Your task: Go over the data and copy out each line with "cell" in it.

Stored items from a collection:
########
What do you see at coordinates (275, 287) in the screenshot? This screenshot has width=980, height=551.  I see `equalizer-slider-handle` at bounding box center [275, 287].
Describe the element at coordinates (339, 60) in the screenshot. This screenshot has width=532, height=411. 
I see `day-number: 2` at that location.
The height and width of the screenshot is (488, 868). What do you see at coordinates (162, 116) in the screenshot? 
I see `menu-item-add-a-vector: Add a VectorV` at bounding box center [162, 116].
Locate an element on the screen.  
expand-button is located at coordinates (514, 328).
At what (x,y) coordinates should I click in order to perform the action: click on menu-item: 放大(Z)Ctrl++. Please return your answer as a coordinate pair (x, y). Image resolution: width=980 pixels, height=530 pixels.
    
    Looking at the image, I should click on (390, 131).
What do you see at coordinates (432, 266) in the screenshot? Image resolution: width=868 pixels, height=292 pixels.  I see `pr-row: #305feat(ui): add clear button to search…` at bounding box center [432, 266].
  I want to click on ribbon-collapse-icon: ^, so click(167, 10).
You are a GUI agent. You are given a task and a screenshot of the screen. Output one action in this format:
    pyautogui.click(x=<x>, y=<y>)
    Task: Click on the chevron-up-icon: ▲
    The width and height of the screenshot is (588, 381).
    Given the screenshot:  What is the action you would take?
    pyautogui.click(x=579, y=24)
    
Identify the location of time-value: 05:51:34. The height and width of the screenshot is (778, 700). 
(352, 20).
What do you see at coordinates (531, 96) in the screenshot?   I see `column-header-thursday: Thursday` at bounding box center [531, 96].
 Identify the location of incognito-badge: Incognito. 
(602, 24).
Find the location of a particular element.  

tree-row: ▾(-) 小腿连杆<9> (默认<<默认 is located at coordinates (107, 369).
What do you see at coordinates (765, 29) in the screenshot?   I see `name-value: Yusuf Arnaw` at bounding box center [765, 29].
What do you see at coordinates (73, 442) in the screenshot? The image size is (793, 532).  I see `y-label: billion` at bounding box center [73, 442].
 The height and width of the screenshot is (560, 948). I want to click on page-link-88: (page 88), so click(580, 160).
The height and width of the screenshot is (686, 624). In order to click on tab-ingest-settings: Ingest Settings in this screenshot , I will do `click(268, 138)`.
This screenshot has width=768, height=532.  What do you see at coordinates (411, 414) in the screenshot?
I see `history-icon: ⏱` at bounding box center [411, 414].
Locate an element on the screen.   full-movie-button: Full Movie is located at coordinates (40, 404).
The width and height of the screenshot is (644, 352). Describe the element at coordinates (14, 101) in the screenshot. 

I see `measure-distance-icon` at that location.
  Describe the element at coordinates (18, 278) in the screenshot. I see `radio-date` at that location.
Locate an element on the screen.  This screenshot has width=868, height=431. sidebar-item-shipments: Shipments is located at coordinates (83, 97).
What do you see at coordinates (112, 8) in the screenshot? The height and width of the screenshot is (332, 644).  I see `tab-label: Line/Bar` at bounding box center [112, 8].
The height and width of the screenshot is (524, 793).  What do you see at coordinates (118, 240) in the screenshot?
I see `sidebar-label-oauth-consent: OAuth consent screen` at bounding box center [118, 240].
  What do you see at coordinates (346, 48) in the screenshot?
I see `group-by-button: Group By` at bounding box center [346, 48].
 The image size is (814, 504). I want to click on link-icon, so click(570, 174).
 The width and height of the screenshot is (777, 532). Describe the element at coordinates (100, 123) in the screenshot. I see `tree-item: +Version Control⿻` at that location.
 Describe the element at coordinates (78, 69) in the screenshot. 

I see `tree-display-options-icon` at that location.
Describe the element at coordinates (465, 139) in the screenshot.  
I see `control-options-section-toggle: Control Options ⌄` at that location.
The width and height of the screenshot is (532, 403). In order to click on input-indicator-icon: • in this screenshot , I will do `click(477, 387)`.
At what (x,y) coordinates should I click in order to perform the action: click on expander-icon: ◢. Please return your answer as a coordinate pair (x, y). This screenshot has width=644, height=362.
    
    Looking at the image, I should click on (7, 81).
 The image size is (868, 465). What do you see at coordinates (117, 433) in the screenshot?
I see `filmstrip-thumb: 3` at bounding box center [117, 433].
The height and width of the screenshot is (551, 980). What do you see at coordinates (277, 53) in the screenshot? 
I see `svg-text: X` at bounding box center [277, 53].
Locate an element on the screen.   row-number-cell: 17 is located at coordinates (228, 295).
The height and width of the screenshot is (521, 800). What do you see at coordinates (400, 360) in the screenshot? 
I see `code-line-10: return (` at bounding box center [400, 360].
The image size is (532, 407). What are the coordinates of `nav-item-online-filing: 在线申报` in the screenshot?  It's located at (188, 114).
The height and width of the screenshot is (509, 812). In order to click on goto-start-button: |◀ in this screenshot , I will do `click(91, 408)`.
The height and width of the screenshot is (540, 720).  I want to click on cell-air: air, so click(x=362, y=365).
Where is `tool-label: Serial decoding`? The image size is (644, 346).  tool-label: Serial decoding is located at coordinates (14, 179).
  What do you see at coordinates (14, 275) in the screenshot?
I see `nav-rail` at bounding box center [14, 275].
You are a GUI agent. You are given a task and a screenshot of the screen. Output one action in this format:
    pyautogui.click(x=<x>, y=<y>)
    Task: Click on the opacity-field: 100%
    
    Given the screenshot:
########
Problem solution:
Locate an element on the screen.   row-number-cell: 17 is located at coordinates (228, 295).
The height and width of the screenshot is (540, 720).  I want to click on cell-air: air, so click(x=362, y=365).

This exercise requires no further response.